*** Block opens ***

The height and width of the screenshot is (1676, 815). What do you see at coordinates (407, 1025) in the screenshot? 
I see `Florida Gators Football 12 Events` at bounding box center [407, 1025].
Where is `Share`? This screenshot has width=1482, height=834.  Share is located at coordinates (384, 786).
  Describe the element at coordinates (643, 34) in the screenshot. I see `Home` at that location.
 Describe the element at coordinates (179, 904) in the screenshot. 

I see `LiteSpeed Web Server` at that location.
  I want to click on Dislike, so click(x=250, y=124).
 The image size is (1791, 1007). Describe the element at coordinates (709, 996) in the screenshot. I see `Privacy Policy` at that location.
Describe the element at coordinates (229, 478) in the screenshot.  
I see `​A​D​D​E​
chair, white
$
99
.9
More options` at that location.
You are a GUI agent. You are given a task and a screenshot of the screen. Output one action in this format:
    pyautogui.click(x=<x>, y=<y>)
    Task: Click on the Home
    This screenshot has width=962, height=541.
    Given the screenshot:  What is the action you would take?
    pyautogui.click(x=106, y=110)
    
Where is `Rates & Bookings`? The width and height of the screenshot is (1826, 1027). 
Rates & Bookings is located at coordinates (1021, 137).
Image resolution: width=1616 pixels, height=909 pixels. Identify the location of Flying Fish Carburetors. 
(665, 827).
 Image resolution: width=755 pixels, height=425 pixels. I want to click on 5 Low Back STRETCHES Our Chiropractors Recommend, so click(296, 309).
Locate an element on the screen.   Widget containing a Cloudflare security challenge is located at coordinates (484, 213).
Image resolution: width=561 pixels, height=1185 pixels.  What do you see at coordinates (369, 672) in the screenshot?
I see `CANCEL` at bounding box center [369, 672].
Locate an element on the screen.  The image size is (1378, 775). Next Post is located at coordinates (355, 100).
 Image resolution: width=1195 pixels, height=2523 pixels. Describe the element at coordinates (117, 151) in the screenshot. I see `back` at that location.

*** Block closes ***

Aim of the exercise: Would you return every line of the data above exactly?

Exercise result:
The height and width of the screenshot is (1676, 815). What do you see at coordinates (407, 1025) in the screenshot? 
I see `Florida Gators Football 12 Events` at bounding box center [407, 1025].
Where is `Share`? This screenshot has width=1482, height=834.  Share is located at coordinates (384, 786).
  Describe the element at coordinates (643, 34) in the screenshot. I see `Home` at that location.
 Describe the element at coordinates (179, 904) in the screenshot. 

I see `LiteSpeed Web Server` at that location.
  I want to click on Dislike, so click(x=250, y=124).
 The image size is (1791, 1007). Describe the element at coordinates (709, 996) in the screenshot. I see `Privacy Policy` at that location.
Describe the element at coordinates (229, 478) in the screenshot.  
I see `​A​D​D​E​
chair, white
$
99
.9
More options` at that location.
You are a GUI agent. You are given a task and a screenshot of the screen. Output one action in this format:
    pyautogui.click(x=<x>, y=<y>)
    Task: Click on the Home
    This screenshot has width=962, height=541.
    Given the screenshot:  What is the action you would take?
    pyautogui.click(x=106, y=110)
    
Where is `Rates & Bookings`? The width and height of the screenshot is (1826, 1027). 
Rates & Bookings is located at coordinates (1021, 137).
Image resolution: width=1616 pixels, height=909 pixels. Identify the location of Flying Fish Carburetors. 
(665, 827).
 Image resolution: width=755 pixels, height=425 pixels. I want to click on 5 Low Back STRETCHES Our Chiropractors Recommend, so click(296, 309).
Locate an element on the screen.   Widget containing a Cloudflare security challenge is located at coordinates (484, 213).
Image resolution: width=561 pixels, height=1185 pixels.  What do you see at coordinates (369, 672) in the screenshot?
I see `CANCEL` at bounding box center [369, 672].
Locate an element on the screen.  The image size is (1378, 775). Next Post is located at coordinates (355, 100).
 Image resolution: width=1195 pixels, height=2523 pixels. Describe the element at coordinates (117, 151) in the screenshot. I see `back` at that location.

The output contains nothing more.